One reason the X-Men drew me in back in the late 70s (despite a general aversion to Marvel) was the fact that I was thrown in, mid-story, to a continuity where there were many, many faces and names to learn (even at that early stage). Back at DC, the Legion had drawn me in for similar reasons, and even earlier it was the JLA's yearly cross-overs with the JSA, not merely a team but ambassadors of a whole other AGE of comics. The very notion that comics extended back to pre-WWII, and that if I lived long enough I might be able to read just a fraction of them, thrilled me for some reason. You'd think someone would find it off-putting to wander into the middle of something so vast and boundless, but I found it oddly comforting.
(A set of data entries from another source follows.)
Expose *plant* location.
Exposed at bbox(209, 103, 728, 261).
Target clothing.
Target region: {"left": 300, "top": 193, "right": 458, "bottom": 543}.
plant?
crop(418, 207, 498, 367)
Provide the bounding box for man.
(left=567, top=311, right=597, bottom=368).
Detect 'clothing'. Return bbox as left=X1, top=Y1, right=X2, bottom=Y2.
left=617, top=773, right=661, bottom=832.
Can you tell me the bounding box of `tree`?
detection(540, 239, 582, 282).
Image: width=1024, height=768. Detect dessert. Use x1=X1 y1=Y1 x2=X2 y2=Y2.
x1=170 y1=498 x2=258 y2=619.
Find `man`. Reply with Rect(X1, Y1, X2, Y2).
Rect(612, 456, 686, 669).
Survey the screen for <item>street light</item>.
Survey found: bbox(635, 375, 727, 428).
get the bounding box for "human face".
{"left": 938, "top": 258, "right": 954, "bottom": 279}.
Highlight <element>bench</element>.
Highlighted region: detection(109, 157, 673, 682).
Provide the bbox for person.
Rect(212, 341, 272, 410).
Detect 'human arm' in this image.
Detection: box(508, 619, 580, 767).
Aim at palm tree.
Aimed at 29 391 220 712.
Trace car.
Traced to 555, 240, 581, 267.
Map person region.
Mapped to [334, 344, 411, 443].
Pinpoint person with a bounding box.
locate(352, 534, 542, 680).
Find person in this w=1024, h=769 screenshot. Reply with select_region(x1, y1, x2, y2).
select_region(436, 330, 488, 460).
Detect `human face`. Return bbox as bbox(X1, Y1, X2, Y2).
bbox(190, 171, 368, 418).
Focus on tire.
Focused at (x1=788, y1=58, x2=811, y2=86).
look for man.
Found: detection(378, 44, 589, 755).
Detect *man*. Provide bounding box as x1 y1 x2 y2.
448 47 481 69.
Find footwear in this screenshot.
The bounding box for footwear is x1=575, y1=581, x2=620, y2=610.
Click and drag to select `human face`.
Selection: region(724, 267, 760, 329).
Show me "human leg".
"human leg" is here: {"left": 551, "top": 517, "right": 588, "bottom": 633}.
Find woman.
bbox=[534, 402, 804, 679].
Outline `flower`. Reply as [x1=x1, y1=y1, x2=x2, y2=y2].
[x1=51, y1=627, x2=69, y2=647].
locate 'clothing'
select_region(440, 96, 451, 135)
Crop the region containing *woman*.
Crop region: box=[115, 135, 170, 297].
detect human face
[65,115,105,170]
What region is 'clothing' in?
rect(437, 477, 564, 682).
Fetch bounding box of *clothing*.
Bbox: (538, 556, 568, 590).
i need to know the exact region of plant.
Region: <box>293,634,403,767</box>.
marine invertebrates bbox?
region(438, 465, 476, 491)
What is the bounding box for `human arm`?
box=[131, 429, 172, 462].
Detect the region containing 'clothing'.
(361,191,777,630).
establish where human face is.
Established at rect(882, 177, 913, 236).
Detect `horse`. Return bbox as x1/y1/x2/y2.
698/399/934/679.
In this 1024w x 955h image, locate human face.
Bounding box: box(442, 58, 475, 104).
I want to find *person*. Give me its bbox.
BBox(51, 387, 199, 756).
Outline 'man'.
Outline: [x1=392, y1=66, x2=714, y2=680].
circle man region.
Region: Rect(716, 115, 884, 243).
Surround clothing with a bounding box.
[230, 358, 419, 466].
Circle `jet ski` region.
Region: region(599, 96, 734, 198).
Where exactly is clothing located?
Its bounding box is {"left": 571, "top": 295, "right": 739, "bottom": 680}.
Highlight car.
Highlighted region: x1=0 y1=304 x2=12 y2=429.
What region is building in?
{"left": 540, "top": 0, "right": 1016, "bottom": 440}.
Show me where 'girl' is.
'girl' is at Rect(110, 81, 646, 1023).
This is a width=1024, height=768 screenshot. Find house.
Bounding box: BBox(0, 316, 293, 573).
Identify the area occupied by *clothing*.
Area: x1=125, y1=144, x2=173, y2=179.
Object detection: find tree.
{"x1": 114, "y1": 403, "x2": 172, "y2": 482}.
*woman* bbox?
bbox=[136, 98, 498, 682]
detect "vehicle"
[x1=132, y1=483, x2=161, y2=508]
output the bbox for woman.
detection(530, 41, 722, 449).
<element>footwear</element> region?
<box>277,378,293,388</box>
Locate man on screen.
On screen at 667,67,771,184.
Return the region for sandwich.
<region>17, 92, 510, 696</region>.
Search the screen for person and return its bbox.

Star Trek is a great example of a franchise that "got" the concept of world-building. Despite a few bumps in the road early on, it was largely consistent in its portrayal of starship operations and 23rd century technology; how things worked and how they didn't. There's the famous stories of directors who became exasperated when actors refused to do as told because it violated previously established continuity: Jimmy Doohan insisted on moving the transporter controls in the opposite direction he was told to, because "everyone knows" you slide it this way to beam up, and thatway to beam down.

This points up another factor in why some of these things endure while others don't; on some level, a viewer or reader can tell whether the storyteller's heart is in it, or whether they're phoning it in for a quick buck. If it matters to the actors, writers and directors, then it will matter to the audience. And then we want to know everything. What, you say there are 14 ships in Starfleet? What are the other ones doing? Who's on them? When will we see what Earth looks like in Kirk's day? And so on.

A good example of when this kind of thing didn't work was Gerry Anderson's UFO. As a kid I loved that show for the vehicles and action, but seeing it now is incredibly frustrating. It still looks terrific, but there's no continuity from one week to the next. Characters who were doing one job last week are suddenly in a different position this week, major cast members appear and disappear from the series with no explanation, a super-submarine that is presented as unique in every other episode suddenly is part of a three-sub fleet (never mentioned afterwards), and so on. Worst of all, the entire series hinges on an ongoing conflict with an alien race and there are at least three explanations given for why they're attacking us, all of them contradictory and none of them addressed again.

The way I always rationalized my geekiness (back when it wasn't cool to be a geek) was that I wasn't really doing anything that different from my peers; I just picked a different subject on which to obsess. My buddies loved facts and details and "continuity" too, it's just that they were memorizing batting averages and runs earned, or who had which position on what team in what year, while I was memorizing the birth names of the Legionnaires or who lived on which Earth. And since my friends weren't really "into" math or history, I have to think they did it for the same reasons I did; it made them feel closer to their heroes, and part of a world they found more interesting than the one they lived in every day.